LISA gravitational wave mission scheduled for 2034
The Laser Interferometer Space Antenna (LISA) mission, aimed at detecting gravitational waves in space, has been approved by the European Space Agency at a meeting of its Science Programme Committee. After years of development and delays, the mission is now scheduled to go ahead in 2034.
Gravitational waves are ripples in space-time caused by the movement of very massive objects, such as black holes. Originally predicted in the early 20th century by Albert Einstein, they were not detected until 2015, when the Laser Interferometer Gravitational-wave Observatory (LIGO) in the US identified a signal caused by two black holes spiralling towards each other and merging; it has since detected two other similar events.
The LISA mission will create a space-based observatory many times larger than LIGO. It will send three identical spacecraft into an orbit following the Earth’s path around the sun; the craft will fly in an equilateral triangle formation, with each side 2.5 million km long and measured by lasers.
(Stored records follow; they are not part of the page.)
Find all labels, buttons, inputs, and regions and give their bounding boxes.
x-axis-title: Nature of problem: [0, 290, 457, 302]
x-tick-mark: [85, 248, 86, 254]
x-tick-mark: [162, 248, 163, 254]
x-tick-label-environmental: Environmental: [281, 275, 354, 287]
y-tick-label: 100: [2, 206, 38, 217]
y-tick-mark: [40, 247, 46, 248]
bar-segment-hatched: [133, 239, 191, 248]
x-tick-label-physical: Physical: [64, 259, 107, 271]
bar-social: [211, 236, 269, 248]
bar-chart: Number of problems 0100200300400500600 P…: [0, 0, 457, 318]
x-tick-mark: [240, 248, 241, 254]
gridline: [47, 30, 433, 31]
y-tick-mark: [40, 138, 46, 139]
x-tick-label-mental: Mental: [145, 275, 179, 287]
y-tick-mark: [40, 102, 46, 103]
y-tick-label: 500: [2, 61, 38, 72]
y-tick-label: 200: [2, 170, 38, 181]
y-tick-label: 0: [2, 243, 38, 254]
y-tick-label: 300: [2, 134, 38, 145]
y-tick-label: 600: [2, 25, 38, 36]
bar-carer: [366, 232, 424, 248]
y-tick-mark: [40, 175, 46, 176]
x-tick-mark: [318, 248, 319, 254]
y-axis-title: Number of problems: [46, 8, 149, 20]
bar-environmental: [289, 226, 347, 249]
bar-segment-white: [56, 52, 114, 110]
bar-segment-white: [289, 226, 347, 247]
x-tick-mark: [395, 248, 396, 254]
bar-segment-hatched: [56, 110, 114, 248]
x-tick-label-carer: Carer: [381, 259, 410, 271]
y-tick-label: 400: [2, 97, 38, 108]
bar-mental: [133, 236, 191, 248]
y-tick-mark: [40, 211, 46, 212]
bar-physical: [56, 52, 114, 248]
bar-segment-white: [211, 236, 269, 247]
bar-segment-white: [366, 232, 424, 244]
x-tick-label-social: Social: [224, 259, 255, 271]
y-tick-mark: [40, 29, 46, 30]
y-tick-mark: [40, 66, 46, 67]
The craft will be kept on station using thrusters which control the position extremely precisely using a neutral gas as fuel; this will ensure that their position relative to each other does not change unless a gravitational wave passes through their location. This would only move them by a very small amount of the order of picometres, but measurement equipment whose precision was proven by the LISA Pathfinder mission which is soon to come to an end will detect their movement. Because of the immense distance between the three craft, LISA will be much more sensitive than LIGO, and ESA hopes it will be able to detect the merging of supermassive black holes millions of times larger, but much further away than the events detected by LIGO.
Each spacecraft will also carry an optical bench, onto which will be mounted containers for identical precious metal cubes that will float freely in the absence of gravity and rule out any movement caused by radiation pressure, solar wind or micro-meteorites. This technology was also tested on LISA Pathfinder.
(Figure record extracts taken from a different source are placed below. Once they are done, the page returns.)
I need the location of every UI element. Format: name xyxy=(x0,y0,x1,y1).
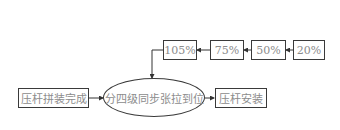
stage-20-label: 20% xyxy=(297,44,321,57)
arrow-105-to-center xyxy=(152,50,163,78)
stage-105-box: 105% xyxy=(163,40,197,60)
stage-75-label: 75% xyxy=(215,44,239,57)
start-box: 压杆拼装完成 xyxy=(18,88,89,108)
stage-50-box: 50% xyxy=(251,40,286,60)
stage-75-box: 75% xyxy=(210,40,244,60)
center-label: 分四级同步张拉到位 xyxy=(105,90,204,106)
end-box: 压杆安装 xyxy=(215,88,267,108)
stage-105-label: 105% xyxy=(164,44,195,57)
center-ellipse: 分四级同步张拉到位 xyxy=(103,78,205,117)
start-label: 压杆拼装完成 xyxy=(21,90,87,106)
stage-20-box: 20% xyxy=(293,40,325,60)
stage-50-label: 50% xyxy=(256,44,280,57)
end-label: 压杆安装 xyxy=(219,90,263,106)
Because supermassive black holes move much more slowly than smaller ones, it is hoped that LISA will be able to detect their merger months before it happens, allowing other telescopes to be trained on the event.
The committee’s approval of the mission will trigger design and costing studies, as well as industrial studies on the best way to build the three spacecraft.
In the same meeting, another mission, called PLATO (Planetary transits and orbits of stars) - an orbital observatory designed to detect fluctuations in the light from stars caused by planets orbiting in front of them - was moved on from a blueprint stage to its next phase, which will see satellite manufacturers bidding to build the spacecraft. PLATO, scheduled for launch in 2026, will concentrate on finding rocky planets orbiting stars similar to our sun at a distance that would allow liquid water to exist on the surface; conditions believed to be essential for the evolution of life.